Niecks truthfully calls the fourth prelude in E minor “a little poem, the exquisitely sweet, languid pensiveness of which defies description. The composer seems to be absorbed in the narrow sphere of his ego, from which the wide, noisy world is for the time shut out.” Willeby finds this prelude to be “one of the most beautiful of these spontaneous sketches; for they are no more than sketches. The melody seems literally to wail, and reaches its greatest pitch of intensity at the stretto.” For Karasowski it is a “real gem, and alone would immortalize the name of Chopin as a poet.” It must have been this number that impelled Rubinstein to assert that the Preludes were the pearls of his works. In the Klindworth edition, fifth bar from the last, the editor has filled in the harmonies to the first six notes of the left hand, added thirds, which is not reprehensible, although uncalled for. Kullak makes some new dynamic markings and several enharmonic changes.
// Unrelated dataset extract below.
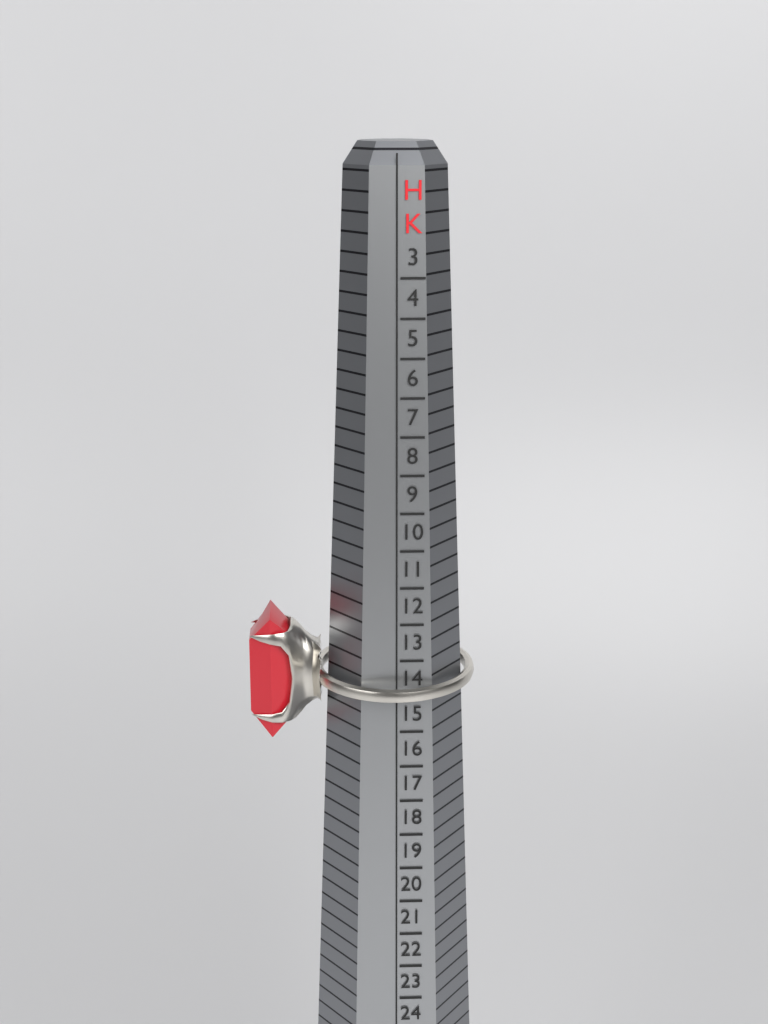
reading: 14 HK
He also gives as metronome 69 to the quarter. This tiny prelude contains wonderful music. The grave reiteration of the theme may have suggested to Peter Cornelius his song “Ein Ton.” Chopin expands a melodic unit, and one singularly pathetic. The whole is like some canvas by Rembrandt, Rembrandt who first dramatized the shadow in which a single motif is powerfully handled; some sombre effect of echoing light in the profound of a Dutch interior. For background Chopin has substituted his soul; no one in art, except Bach or Rembrandt, could paint as Chopin did in this composition. Its despair has the antique flavor, and there is a breadth, nobility and proud submission quite free from the tortured, whimpering complaint of the second prelude. The picture is small, but the subject looms large in meanings.
The fifth prelude in D is Chopin at his happiest. Its arabesque pattern conveys a most charming content; and there is a dewy freshness, a joy in life, that puts to flight much of the morbid tittle-tattle about Chopin’s sickly soul. The few bars of this prelude, so seldom heard in public, reveal musicianship of the highest order. The harmonic scheme is intricate; Klindworth phrases the first four bars so as to bring out the alternate B and B flat. It is Chopin spinning his finest, his most iridescent web.
The next prelude, the sixth, in B minor, is doleful, pessimistic. As George Sand says: “It precipitates the soul into frightful depression.” It is the most frequently played—and oh! how meaninglessly—prelude of the set; this and the one in D flat. Classical is its repression of feeling, its pure contour. The echo effect is skilfully managed, monotony being artfully avoided. Klindworth rightfully slurs the duple group of eighths; Kullak tries for the same effect by different means. The duality of the voices should be clearly expressed. The tempo, marked in both editions, lento assai, is fast. To be precise, Klindworth gives 66 to the quarter.